The hard truth behind corporal punishment
By Michael Hickmon, theDESTINlog.com, June 18, 2009

In the wake of recent violence in the ongoing culture war, the conciliatory tone of Ron Tate’s piece on corporal punishment was welcome, as was his suggestion that both sides should try harder to understand one another. However, to borrow his phrase, I’d like to contribute some further food for thought.

Mr. Tate’s description of his own childhood likely resonated with many of his readers, however it must be noted that his personal experience was hardly universal. My own experience with corporal punishment came at the hand of a man who was deacon at our Baptist church, which taught the importance of spanking with an object rather than a hand, and of continuing until the child’s angry wails of protest became broken cries of repentance.

The same is still taught in many churches today.

Welts and bruises were expected, and if a child couldn’t master the instinct to twist away from the blows, it was his own fault if he sustained the occasional bleeding laceration. I screamed and cried every way I could think of, but there were times that nothing sounded right to him, and spanking went on until I was too exhausted to make any noise, no matter how hard he hit me.

Neighbors called the cops, but there was nothing they could do.

Child-abuse was limited to a short list of serious injuries: broken bone, skull fracture, permanent loss of use of a limb, eye, or vital organ. Beating a kid with a belt for an hour, even on top of bruises and scabs from prior whippings, didn’t count.

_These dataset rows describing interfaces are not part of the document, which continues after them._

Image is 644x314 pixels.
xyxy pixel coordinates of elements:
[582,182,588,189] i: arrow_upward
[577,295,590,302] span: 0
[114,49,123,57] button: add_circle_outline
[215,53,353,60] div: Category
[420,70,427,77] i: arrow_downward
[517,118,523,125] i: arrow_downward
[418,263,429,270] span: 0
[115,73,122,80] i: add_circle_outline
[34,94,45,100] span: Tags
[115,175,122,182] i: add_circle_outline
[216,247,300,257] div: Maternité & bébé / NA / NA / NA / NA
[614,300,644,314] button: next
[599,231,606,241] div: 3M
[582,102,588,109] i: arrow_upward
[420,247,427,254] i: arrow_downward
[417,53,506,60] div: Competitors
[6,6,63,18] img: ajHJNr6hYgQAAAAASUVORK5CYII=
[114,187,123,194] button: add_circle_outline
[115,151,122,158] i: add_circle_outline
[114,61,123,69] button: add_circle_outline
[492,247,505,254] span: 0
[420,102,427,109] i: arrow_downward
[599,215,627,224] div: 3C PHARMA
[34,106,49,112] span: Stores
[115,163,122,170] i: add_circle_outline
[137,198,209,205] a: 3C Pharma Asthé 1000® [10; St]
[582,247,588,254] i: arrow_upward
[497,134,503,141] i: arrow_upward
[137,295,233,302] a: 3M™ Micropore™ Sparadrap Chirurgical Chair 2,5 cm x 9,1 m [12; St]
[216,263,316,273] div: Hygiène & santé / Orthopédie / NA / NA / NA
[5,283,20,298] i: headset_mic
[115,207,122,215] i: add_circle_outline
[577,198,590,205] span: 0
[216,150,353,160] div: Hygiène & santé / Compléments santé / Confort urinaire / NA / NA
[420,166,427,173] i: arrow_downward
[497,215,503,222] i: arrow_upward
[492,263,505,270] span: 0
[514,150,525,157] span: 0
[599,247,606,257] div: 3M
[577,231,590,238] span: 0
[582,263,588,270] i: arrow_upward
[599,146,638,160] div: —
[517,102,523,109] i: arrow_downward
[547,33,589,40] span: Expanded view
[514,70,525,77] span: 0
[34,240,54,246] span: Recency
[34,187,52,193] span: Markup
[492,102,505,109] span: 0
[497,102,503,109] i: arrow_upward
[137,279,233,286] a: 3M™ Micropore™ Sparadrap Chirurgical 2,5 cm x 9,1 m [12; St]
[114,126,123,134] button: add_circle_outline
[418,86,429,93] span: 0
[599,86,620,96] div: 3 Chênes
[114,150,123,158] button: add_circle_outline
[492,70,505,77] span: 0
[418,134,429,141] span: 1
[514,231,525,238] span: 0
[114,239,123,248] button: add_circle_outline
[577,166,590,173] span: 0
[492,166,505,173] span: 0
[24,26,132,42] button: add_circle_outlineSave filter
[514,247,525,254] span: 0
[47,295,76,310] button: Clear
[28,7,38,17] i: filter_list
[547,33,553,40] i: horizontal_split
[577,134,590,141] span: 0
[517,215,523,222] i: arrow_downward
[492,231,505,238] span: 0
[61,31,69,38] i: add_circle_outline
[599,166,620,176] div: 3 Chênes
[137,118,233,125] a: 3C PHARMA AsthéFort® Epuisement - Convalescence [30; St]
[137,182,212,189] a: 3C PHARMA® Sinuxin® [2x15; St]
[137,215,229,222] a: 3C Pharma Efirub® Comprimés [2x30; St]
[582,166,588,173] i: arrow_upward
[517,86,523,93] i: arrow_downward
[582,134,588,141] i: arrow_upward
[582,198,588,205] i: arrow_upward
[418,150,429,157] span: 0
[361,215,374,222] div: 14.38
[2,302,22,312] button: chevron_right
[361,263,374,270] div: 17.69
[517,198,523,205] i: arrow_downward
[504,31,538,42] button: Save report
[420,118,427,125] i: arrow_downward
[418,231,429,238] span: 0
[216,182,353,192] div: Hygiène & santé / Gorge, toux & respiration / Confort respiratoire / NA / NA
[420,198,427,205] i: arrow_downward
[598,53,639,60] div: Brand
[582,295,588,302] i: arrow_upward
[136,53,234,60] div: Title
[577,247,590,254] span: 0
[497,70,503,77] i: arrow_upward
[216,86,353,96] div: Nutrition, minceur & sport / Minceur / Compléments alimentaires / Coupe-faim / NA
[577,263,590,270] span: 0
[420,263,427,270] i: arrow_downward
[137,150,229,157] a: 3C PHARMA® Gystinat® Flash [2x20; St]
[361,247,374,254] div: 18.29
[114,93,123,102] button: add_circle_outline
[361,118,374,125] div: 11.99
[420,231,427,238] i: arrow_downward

The litany of such abuses and the fervent opposition to child-whipping that such atrocities inspire is not a new development, but goes back through history in an unbroken line, stopping only when the records run out. The debate didn’t start with liberal academics thirty years ago, but was already hundreds of years old when New Jersey banned paddling from public schools in the late 1800s.

Mr. Tate’s editorial repeats, practically verbatim, one half of the arguments made in New Jersey papers six generations ago. But it isn’t rhetoric that has been gradually eroding support for spanking for the last several hundred years; rather, the spanking philosophy is a victim of itself. In spite of all attempts at regulation, the practice has been and remains plagued with serious abuses.

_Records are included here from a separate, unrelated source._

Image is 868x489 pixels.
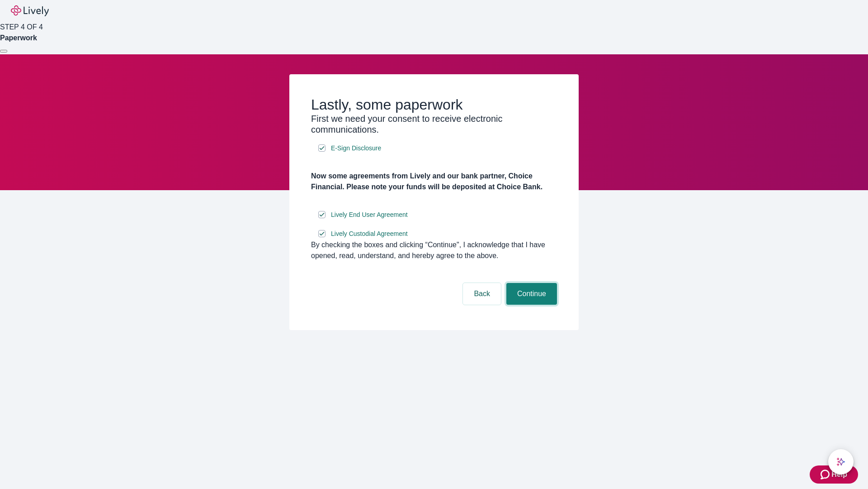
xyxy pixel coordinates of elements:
[828,449,854,474] button: chat
[329,143,383,154] a: e-sign disclosure document
[329,228,410,240] a: e-sign disclosure document
[832,469,848,480] span: Help
[331,210,408,219] span: Lively End User Agreement
[11,6,49,17] img: Lively
[329,209,410,220] a: e-sign disclosure document
[837,458,846,466] svg: Lively AI Assistant
[311,170,557,193] h4: Now some agreements from Lively and our bank partner, Choice Financial. Please note your funds wi...
[506,282,557,305] button: Continue
[463,282,502,305] button: Back
[331,229,408,239] span: Lively Custodial Agreement
[331,144,381,153] span: E-Sign Disclosure
[311,113,557,135] h3: First we need your consent to receive electronic communications.
[311,240,557,261] div: By checking the boxes and clicking “Continue", I acknowledge that I have opened, read, understand...
[821,469,832,480] svg: Zendesk support icon
[311,96,557,113] h2: Lastly, some paperwork
[810,465,859,483] button: Zendesk support iconHelp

The predictable result is an ever-expanding group of adults who despise the practice, the parents who did it to them, and the social and religious groups that tolerate and promote it.

Like most spankers, Mr. Tate underestimates the depth of the rift between us. I was tortured for the first nine years of my life; the police might have intervened, but couldn't because protecting another adults right to slap a child on the bottom was more important.

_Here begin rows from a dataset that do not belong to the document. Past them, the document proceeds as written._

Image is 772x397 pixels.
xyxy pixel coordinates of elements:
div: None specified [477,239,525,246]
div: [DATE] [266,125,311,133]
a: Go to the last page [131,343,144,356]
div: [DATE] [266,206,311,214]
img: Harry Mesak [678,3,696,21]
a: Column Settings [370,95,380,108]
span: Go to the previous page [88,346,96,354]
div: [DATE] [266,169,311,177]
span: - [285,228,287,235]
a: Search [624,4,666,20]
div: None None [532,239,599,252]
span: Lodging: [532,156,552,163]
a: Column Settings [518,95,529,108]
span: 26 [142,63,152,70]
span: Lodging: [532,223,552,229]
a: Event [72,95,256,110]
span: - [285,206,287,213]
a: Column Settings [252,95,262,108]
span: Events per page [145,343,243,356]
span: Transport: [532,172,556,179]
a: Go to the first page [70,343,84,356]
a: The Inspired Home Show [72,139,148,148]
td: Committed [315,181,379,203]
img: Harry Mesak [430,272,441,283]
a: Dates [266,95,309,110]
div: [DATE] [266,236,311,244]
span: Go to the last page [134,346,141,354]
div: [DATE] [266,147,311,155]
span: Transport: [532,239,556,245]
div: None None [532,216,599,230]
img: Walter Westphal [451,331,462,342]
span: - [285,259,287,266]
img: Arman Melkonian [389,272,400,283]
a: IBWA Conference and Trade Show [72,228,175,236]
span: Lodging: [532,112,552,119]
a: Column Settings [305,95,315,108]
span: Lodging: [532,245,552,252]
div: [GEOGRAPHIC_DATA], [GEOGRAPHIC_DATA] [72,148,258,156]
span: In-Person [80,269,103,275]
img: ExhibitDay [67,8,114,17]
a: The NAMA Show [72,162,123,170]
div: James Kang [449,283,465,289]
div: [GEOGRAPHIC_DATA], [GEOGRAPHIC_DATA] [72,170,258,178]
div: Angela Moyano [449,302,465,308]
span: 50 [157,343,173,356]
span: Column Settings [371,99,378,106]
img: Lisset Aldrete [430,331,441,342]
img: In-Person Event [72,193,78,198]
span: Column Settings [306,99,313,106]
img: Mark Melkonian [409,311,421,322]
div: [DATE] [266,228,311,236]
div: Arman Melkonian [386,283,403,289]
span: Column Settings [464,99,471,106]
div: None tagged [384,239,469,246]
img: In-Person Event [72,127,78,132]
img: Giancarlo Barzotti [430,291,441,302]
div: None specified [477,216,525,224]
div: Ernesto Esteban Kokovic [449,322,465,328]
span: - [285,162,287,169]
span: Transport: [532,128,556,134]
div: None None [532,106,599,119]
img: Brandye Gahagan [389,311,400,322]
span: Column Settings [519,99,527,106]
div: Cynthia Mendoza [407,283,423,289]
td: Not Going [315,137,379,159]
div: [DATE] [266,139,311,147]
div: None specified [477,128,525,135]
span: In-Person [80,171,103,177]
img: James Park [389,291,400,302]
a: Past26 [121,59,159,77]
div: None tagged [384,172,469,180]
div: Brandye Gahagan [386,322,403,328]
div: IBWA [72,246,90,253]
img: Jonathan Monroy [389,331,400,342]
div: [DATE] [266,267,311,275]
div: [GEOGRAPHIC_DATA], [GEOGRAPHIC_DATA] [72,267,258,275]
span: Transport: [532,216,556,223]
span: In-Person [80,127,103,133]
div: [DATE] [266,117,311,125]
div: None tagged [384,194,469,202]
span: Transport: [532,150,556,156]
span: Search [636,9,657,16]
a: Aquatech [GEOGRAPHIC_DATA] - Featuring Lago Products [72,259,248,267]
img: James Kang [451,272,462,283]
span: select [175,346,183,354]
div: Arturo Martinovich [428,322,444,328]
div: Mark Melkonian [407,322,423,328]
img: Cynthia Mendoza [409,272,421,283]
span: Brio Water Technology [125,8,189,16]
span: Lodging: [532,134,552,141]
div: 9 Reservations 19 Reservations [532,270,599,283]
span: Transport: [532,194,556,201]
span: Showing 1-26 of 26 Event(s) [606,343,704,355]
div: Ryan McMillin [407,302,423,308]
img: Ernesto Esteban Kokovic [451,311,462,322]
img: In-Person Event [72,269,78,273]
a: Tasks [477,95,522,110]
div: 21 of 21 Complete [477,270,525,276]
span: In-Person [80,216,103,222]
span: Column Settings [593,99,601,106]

That the slap he defends is utterly trivial makes it more offensive, not less. That society benefited from laws that abandoned me to my fate is not a justification but a further indictment. That anyone thinks this point is worth raising illustrates how little a person who has never been tortured can understand about the experience.

Simply, there is as much common ground between us as there is between a slave and the people who profited from his captivity. I don't deny that society once profited from spanking. I say they profited by tolerating evil which should have been prevented. I find that despicable.

By my estimation there is little to admire about the “way we were.” The situation today is a vast improvement, and is quickly moving in the right direction. To me that doesn't mean a world where every measured swat is vilified as the equivalent of child abuse, but rather one in which responsible adults say with conviction that they would rather give up spanking than let their right to do so ever stand in the way of protecting a child from abuse.


Writer-activist Michael Hickmon lives in Leesburg and is in involved in lobbying and public education efforts related to corporal punishment and physical abuse of children.